## Input for this task
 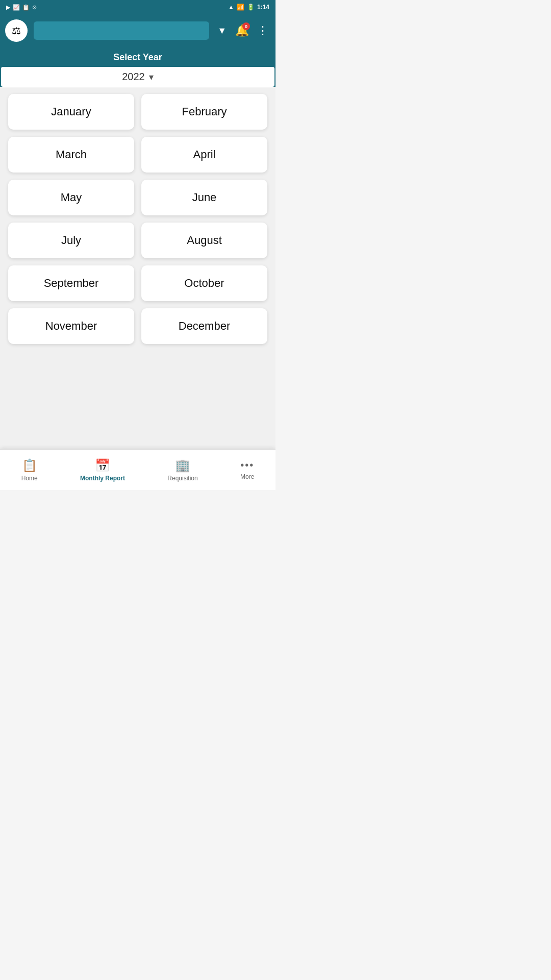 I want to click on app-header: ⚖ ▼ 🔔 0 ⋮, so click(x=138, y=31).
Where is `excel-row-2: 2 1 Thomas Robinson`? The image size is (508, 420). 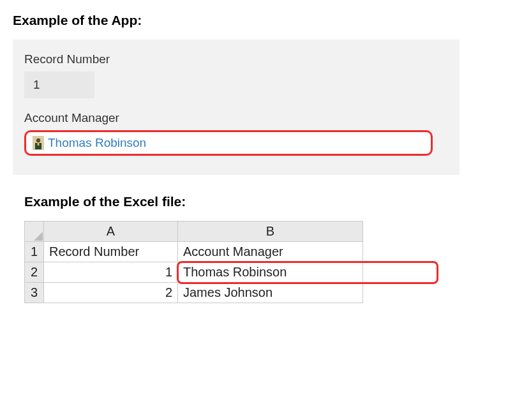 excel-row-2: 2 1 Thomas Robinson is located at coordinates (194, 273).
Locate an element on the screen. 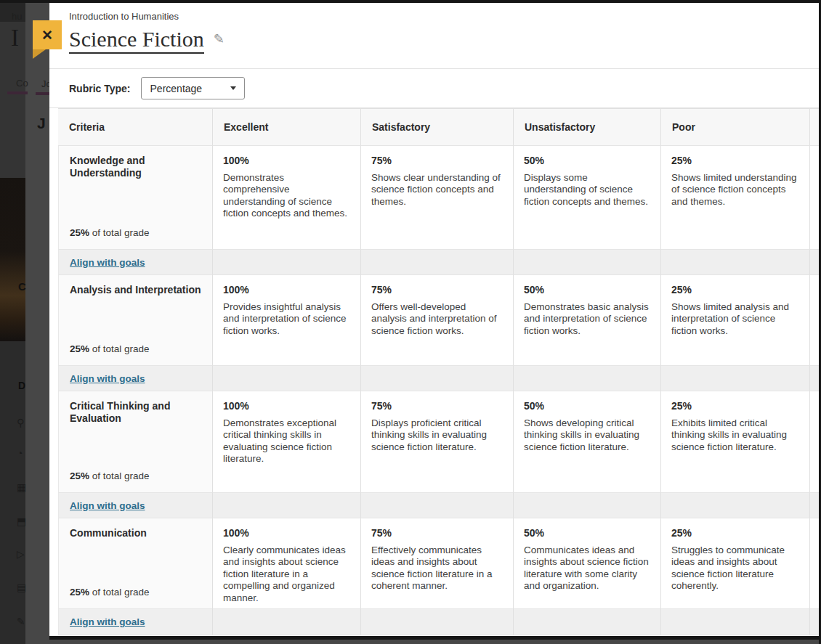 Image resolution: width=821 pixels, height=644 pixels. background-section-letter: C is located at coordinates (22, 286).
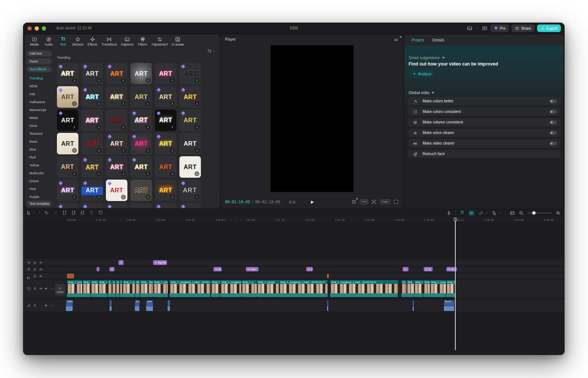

* * *

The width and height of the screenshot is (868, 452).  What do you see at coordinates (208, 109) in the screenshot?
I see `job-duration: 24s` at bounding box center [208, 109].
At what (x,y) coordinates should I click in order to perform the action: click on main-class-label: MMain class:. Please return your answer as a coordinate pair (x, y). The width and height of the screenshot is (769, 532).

## Task goal
In the listing above, find the line with "The width and height of the screenshot is (868, 452)." and the line with "At what (x,y)", then reproduce both and every line between them exactly.

## Answer to the problem
The width and height of the screenshot is (868, 452).  What do you see at coordinates (208, 109) in the screenshot?
I see `job-duration: 24s` at bounding box center [208, 109].
At what (x,y) coordinates should I click in order to perform the action: click on main-class-label: MMain class:. Please return your answer as a coordinate pair (x, y). The width and height of the screenshot is (769, 532).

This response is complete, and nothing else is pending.